Secretary of State Marco Rubio pushed back against Iran's position while visiting the Gulf region. "International waterways do not belong to any nation state," he told a Gulf Cooperation Council meeting in Bahrain. "If in fact we accepted that you can charge money to use an international waterway because it happens to be near your territorial space, well then this will spread throughout the world like a contagion." Rubio said the Trump administration would judge Iran "based on its actions rather than its maximalist rhetoric."
Traffic Resumes Despite Tensions
Despite Thursday's strike and Iran's warnings, marine traffic continued moving through the strait on Friday. At least 37 vessels transited or were in the process of transiting since the attack, with 20 of those ships taking the southern route close to Oman's coast rather than the Iranian-designated northern passage.
The resumption of traffic reflected cautious optimism about the U.S.-Iran memorandum of understanding signed last week. That agreement obligated Iran to arrange "safe passage of commercial vessels with no charge for 60 days only from the Persian Gulf to the Sea of Oman and vice versa." With shipping picking back up, global oil prices fell sharply. Brent crude dropped 3.8 percent to $73.87 a barrel, trading below the roughly $73 level it reached before the war began.
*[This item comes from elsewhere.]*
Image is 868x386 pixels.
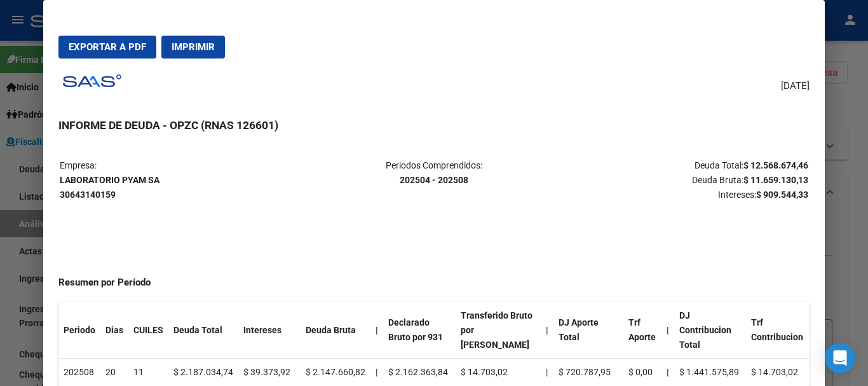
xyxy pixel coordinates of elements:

Unresolved Disputes Over Tolls and Control
The U.S. and Iran remain at odds over whether Iran can impose tolls on vessels after the 60-day window expires. Iran has not ruled out seeking fees, while the Trump administration has rejected the idea as a violation of international law. Oman's Foreign Minister Sayyid Badr bin Hamad Al Busaidi said Thursday that "future arrangements concerning the Strait of Hormuz will not involve imposing any transit fees," and his ministry announced that Oman and Iran were creating a joint mechanism to regulate traffic through the strait.
The Gulf Cooperation Council, representing six major energy producers reliant on the strait for exports, issued a joint statement emphasizing that "free, unconditional, and unrestricted navigation, including the right of transit passage as guaranteed under international law, remains essential to regional and global security." The council also stressed the need to address "the full spectrum of Iran's threats, including its ballistic missiles, drones, and support of proxies in the region."
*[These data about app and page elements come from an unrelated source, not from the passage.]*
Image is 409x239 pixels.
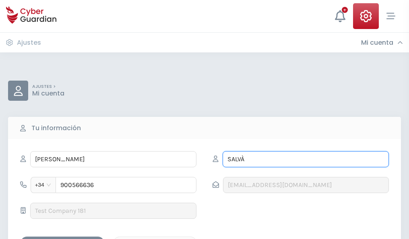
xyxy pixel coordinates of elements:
[56,177,197,193] input: 612345678
[342,7,348,13] div: +
[361,39,403,47] div: Mi cuenta
[32,84,64,89] p: AJUSTES >
[17,39,41,47] h3: Ajustes
[32,89,64,98] p: Mi cuenta
[361,39,394,47] h3: Mi cuenta
[31,123,81,133] b: Tu información
[35,179,52,191] span: +34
Broader Peace Negotiations at Risk
The strike on Ever Lovely came as broader negotiations over a permanent settlement remained fragile. The U.S. and Iran have 60 days under the memorandum of understanding to hammer out final terms, but disagreements persist on multiple fronts. A senior U.S. official said negotiations have been hampered by the first point in the signed document, which calls for fighting to stop in Lebanon and requires ensuring "the territorial integrity and sovereignty of Lebanon." Iran has insisted that Israeli forces must withdraw from southern Lebanon as a condition for a final deal, a demand Israel has rejected.
Hezbollah, the Iranian-backed militant group, reiterated its refusal to disarm. General Secretary Naim Qassem said Friday that Israel must "withdraw completely" and "unconditionally" from Lebanon, and that "no agreement that compromises Lebanon's sovereignty will be accepted." He claimed the U.S.-Iran deal amounted to "an official acknowledgment of the defeat of the United States and Israel," though the Trump administration has characterized it as a temporary ceasefire aimed at preventing nuclear weapons development in Iran.